If anyone has a direct contact within Charter that they could put me in
contact with it would be greatly appreciated.

Thanks,

Tim Donahue


Re: Equinix Virginia - Ethernet OOB suggestions

2014-12-01 Thread Owen DeLong

 On Nov 10, 2014, at 6:36 PM, Christopher Morrow morrowc.li...@gmail.com 
 wrote:
 
 because a /23 of ipv6 is very large :)

That’s a good reason not to use a /23, but not a good reason not to use IPv6.

 
 also, it's hard to use ipv6 when your last miile provider doesn't offer it...
 
 #fios
 

No it’s not… #tunnelbroker

Owen

 On Mon, Nov 10, 2014 at 7:53 PM, Bill Woodcock wo...@pch.net wrote:
 Why use IPv4 for OOB?  Seems a little late in the day for that.
 
 
-Bill
 
 
 On Nov 10, 2014, at 15:02, Christopher Morrow morrowc.li...@gmail.com 
 wrote:
 
 On Mon, Nov 10, 2014 at 9:06 AM, Paul S. cont...@winterei.se wrote:
 I'd be doubtful if anyone will feel like offering a /23 with OOB as
 justification these days, sadly.
 
 why thought?
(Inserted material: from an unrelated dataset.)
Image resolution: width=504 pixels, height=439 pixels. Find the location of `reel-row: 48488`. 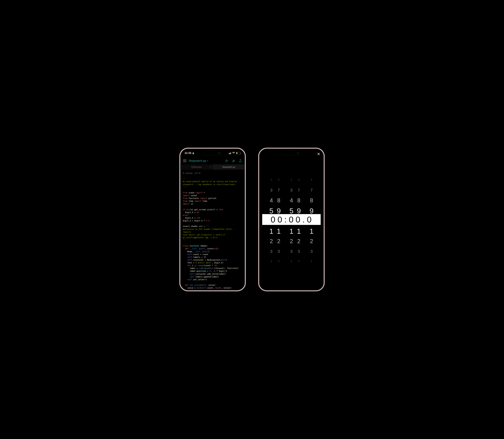

reel-row: 48488 is located at coordinates (291, 200).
Justification is really about having a use for the ips,
 right? and if you have 500 servers/network-devices ... then you have
 justification for  a /23 ... it seems to me.
 
 
 Good luck nonetheless.
 
 
 On 11/10/2014 午後 11:00, Ruairi Carroll wrote:
 
 Hey,
 
 VPN setup is not really a viable option (for us) in this scenario.
 Honestly, I'd prefer to just call it done already and have a VPN but due
 to
 certain restraints, we have to go down this route.
 
 /Ruairi
 
 On 10 November 2014 14:38, Alistair Mackenzie magics...@gmail.com 
 wrote:
 
 Couldn't you put a router or VPN system on the single IP they are giving
 you and use RFC1918 addressing space?
 
 OOB doesn't normally justify a /24 let alone a /23.
 
 On 10 November 2014 13:18, Ruairi Carroll ruairi.carr...@gmail.com
 wrote:
 
 Dear List,
 
 I've got an upcoming deployment in Equinix (DC10) and I'm struggling to
 find a provider who can give me a 100Mbit port (With a commit of about
 5-10Mbit) with a /23 or /24 of public space , for OOB purposes. We had
 hoped to use Equinixs services, however they're limiting us to a single
 public IP.
 
 I'm also open to other solutions - xDSL or similar, but emphasis is on
 cheap and on-net.
 
 Cheers
 /Ruairi
 



Re: A case against vendor-locking optical modules

2014-12-01 Thread Owen DeLong

 On Nov 17, 2014, at 12:34 PM, Justin M. Streiner strei...@cluebyfour.org 
 wrote:
 
 On Mon, 17 Nov 2014, Jérôme Nicolle wrote:
 
 Is it unrealistic to hope for enough salesmen pressure on the corporate
 ladder to make such moronic attitude be reversed in the short term ?
 
 No salesperson is likely to do that for you.  They know only to well that 
 eliminating vendor lock-in means they will lose sales on artificially costly 
 optics from $vendor to a lower-cost rival.  Less sales = less commission for 
 the affected sales person.
 
 jms

Which is why there is NO Arista gear in my network… They lose sales of costly 
routers as well as optics to any customer who doesn’t want to promote this 
behavior.

It boils down to how much you want to tolerate/support/encourage this behavior.

If you feel strongly like I do that such behavior is aberrant and should be 
strongly discouraged, then vote with your $$$ and don’t buy from vendors that 
do that. Let your vendors that you don’t buy from know why they lost the sale.

I’ve found that showing a vendor a price-redacted copy of the PO to the other 
vendor can often lead to changes in the way they approach the next sales cycle.